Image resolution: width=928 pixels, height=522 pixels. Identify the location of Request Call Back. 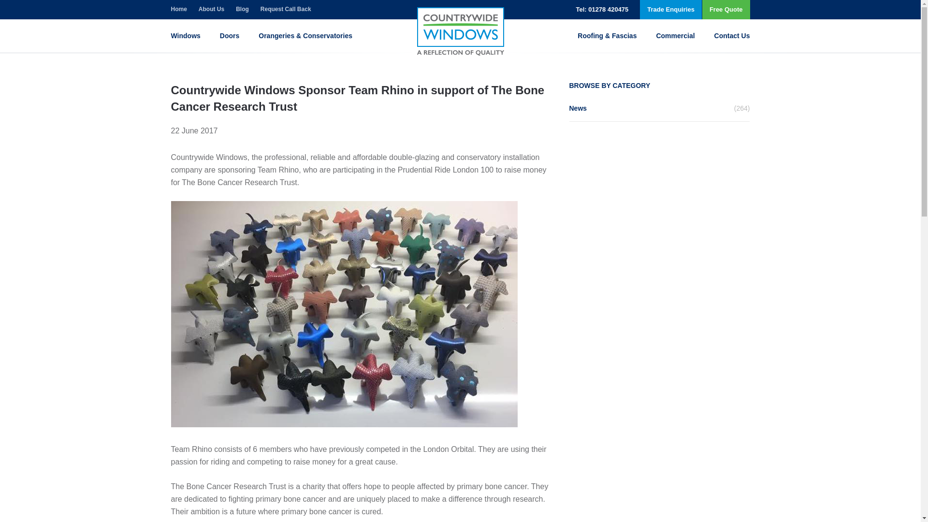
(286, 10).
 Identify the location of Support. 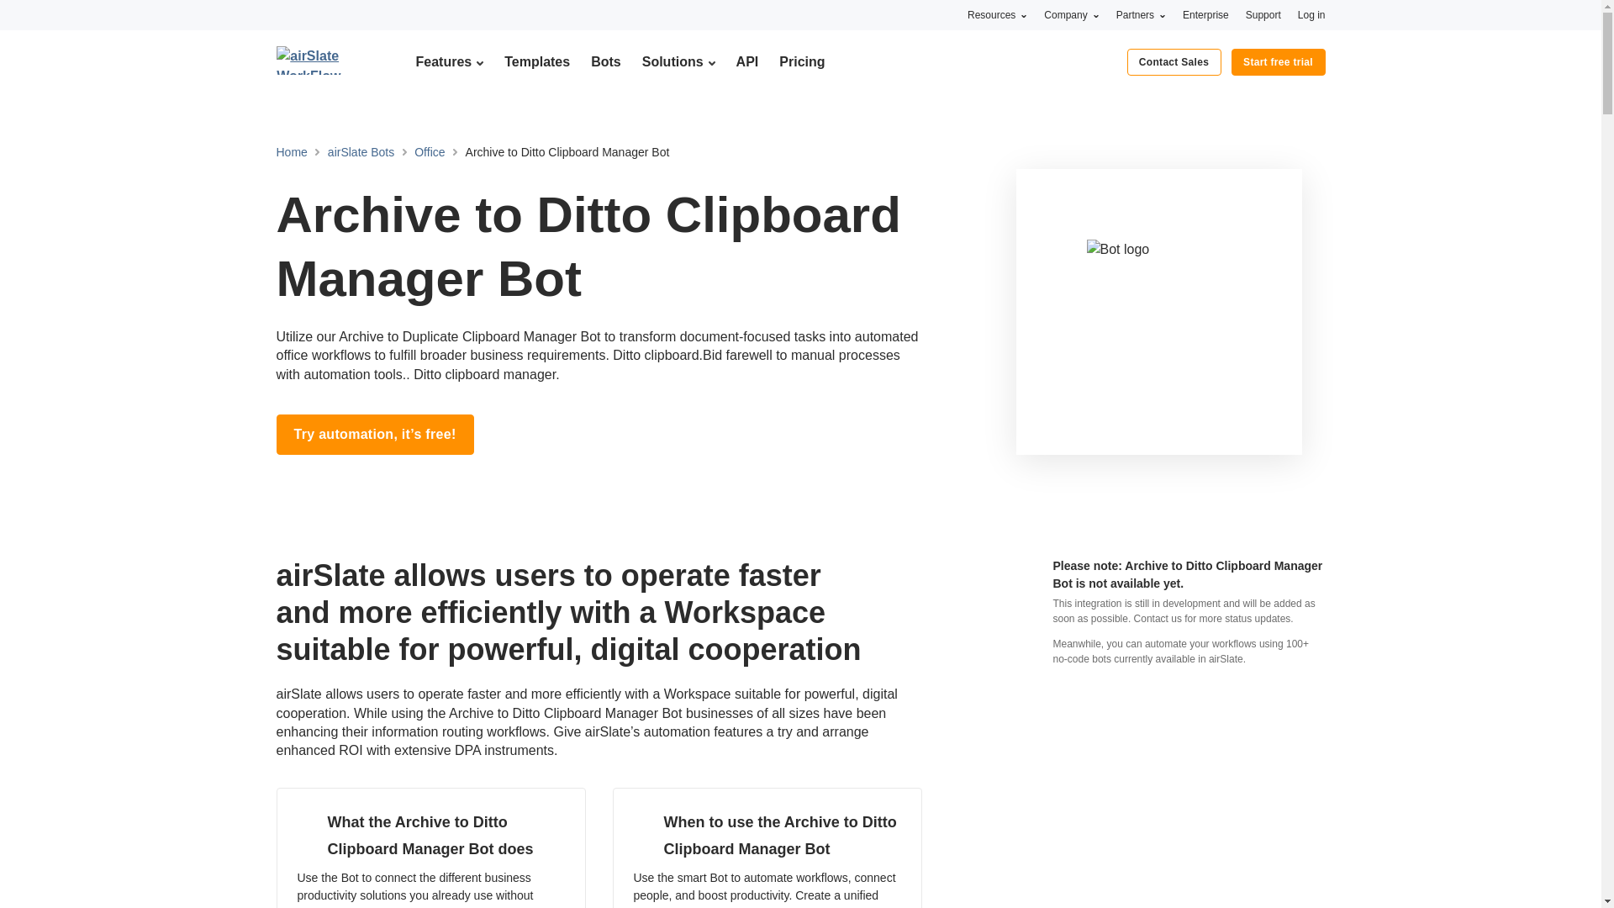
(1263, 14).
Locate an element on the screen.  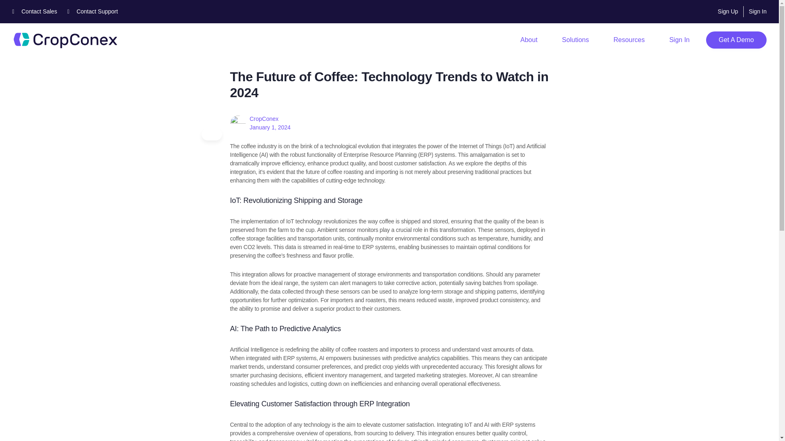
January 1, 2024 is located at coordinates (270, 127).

TASK REQUIREMENTS: Pictures stay out; all other material above is restated word for word.

ANSWER SPACE:
Image resolution: width=928 pixels, height=522 pixels. Identify the location of Request Call Back. 
(286, 10).
 Identify the location of Support. 
(1263, 14).
Locate an element on the screen.  
January 1, 2024 is located at coordinates (270, 127).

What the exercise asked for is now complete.